To Be Young, Gifted And Black – the saga of Lorraine Hansberry

The play, A Raisin in the Sun, is a piece of Black literature that is a strong part of my DNA.  I grew up quoting from it. My family would reenact parts of it, we had seen the Sidney Poitier movie way too many times, and every time it came to town in one form or another (play, or the musical called—Raisin!) we would go see it.  It never occurred to me as I grew up that the play reflected an author’s quest to tell a universally true story. That was something I learned about later, as a scholar, when I learned about the wonder that was Lorraine Hansberry.

Lorraine Hansberry lived only 34 years.  She wears this look on her face a lot of the time as if she just doesn’t care what you think of her.  Before she became the first Black woman playwright on Broadway and to win the National Critics Circle Award, she was an activist and pushed hard for Civil Rights for African Americans. She wrote for Paul Robeson’s progressive newspaper and for other liberal papers, outing herself as a lesbian in the 1950’s but again: She didn’t care what you thought.  She even married a Jewish man but divorced him a few years later.  Maybe he got on her nerves. She packed a whole lot of living into those 34 short years and left behind that great legacy of A Raisin in the Sun.

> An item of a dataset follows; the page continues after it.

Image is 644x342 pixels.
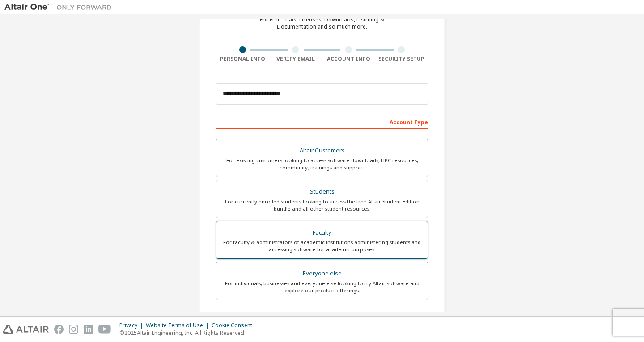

Hansberry came by her tenacity honestly.  A Raisin in the Sun is based on her family’s story of what happened when they attempted to improve their lives in the 1930’s and tried to move  to an all-white community. They stayed in the house and refused to move, even when their neighbors attacked them. Their situation became the basis of a Supreme Court case, Hansberry v. Lee.  Hansberry had the nerve to take the ire of their neighbors and turn it into a Broadway success. The play that lives is an example of how universal a story can be. Her tenaciousness and just plain guts reminds me of what it takes to show that one struggle can stand in place for the struggle we all face in this tumult we call life.

In the midst of these calls for diversity in publishing, I needed Lorraine Hansberry to uplift me and remind me that each day is precious and to make each day count for something in this life.  I hope she inspires you to do the same.